Mithaka representative Scott Gorringe told Guardian Australia the decision to go to the UN was “the first step in our last resort”.

The special rapporteur can question the Australian government over the Queensland government’s actions and formally raise concerns, as it did in 2012 over the commonwealth’s Northern Territory “intervention”.

Gorringe said the Mithaka hoped the UN referral would embarrass the Newman government into reassessing its “ideology led” approach that favoured economic growth while “ridiculing and devaluing the environmental aspects of this country and the cultural aspects of Aboriginal people”.

The Mithaka’s submission was prepared with the help of US environmental and human rights lawyer Martin Wagner.

Wagner said the Mithaka had “rights under international law to be meaningfully consulted and involved in decisions about the exploitation of resources on their traditional lands, particularly when that exploitation threatens their culture”.
Advertisement

Like other Aboriginal nations of central Australia, the Mithaka have a culture and oral history that through “songlines” codify knowledge of water sources among the red dunes of the outback.

Gorringe said former laws protecting rivers that feed Australia’s largest lake (Lake Eyre) and its major underground water source (the Great Artesian Basin) “had the support of every stakeholder except [oil and gas company] Santos”.

Santos is test drilling for shale oil and has flagged plans for $1bn investment and 300 fracking wells in the region.

Gorringe said the wild rivers laws were repealed and oil and gas prospecting licences issued amid “a Mickey Mouse consultation process” that “systematically ignored” the Mithaka.

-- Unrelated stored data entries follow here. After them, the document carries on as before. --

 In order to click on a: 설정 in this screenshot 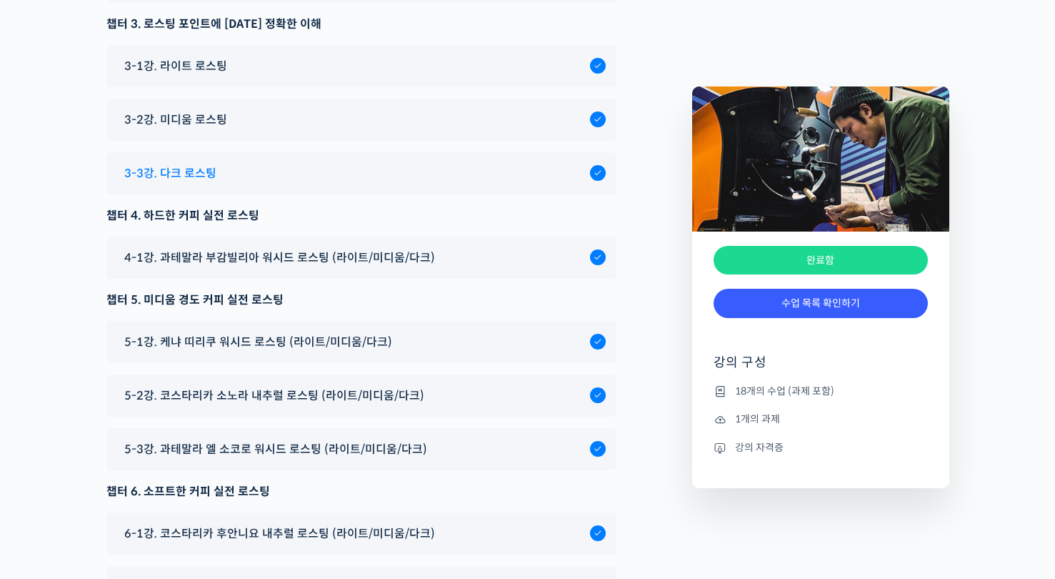, I will do `click(229, 471)`. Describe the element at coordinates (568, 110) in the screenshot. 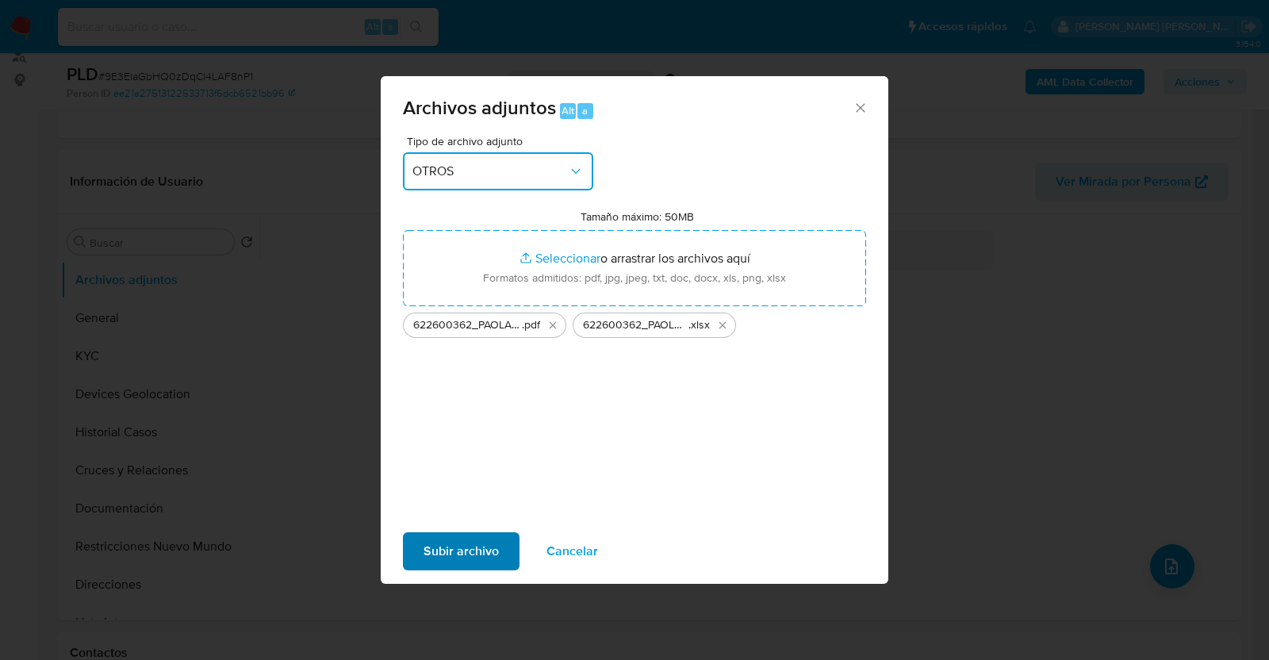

“We haven’t had the opportunity to speak with this government about decisions made on our country… not a single face to face meeting,” he said.

“The only opportunity I’ve had to speak to a member of this government about it was when I rang in on an ABC talkback show and got [premier] Campbell Newman.”

Gorringe said Newman’s response was “what his response always is” – to cite support for development among northern Queensland Indigenous communities in Cape York and near the Gulf of Carpentaria.

He said thinking differed in channel country, which was “built on the back of cattle (farmers) and Aboriginal people – the two things that will suffer greatly with the damage of water”.

Gorringe said government rhetoric about repealing wild rivers laws to allow more irrigation for farmers was “a smokescreen” for a mining industry that would deliver it much larger royalties.

A spokeswoman for the natural resources and mines minister, Andrew Cripps, said government consultation over the western rivers involved “equal representation” from Indigenous groups, environmentalists, councils, graziers and miners.

“The Queensland government acknowledges that some people in the community had concerns in relation to potential resources development and the sustainable use of water in the channel country,” she said.

“There is also a clear desire amongst a number of community leaders and local residents in the same region for economic development and job opportunities.”

The spokeswoman said the oil and gas industry had “co-existed with Indigenous, grazing and tourism interests” in that part of Queensland since the 1960s “and we strongly believe that it can and will continue to do so”.

She also noted the native title claim of the Mithaka, who currently number 300 people, had “not yet been determined”.

The Mithaka’s submission says their claim, pending since 2012, still gives them procedural rights to consultation and cultural considerations over their land under a number of international treaties.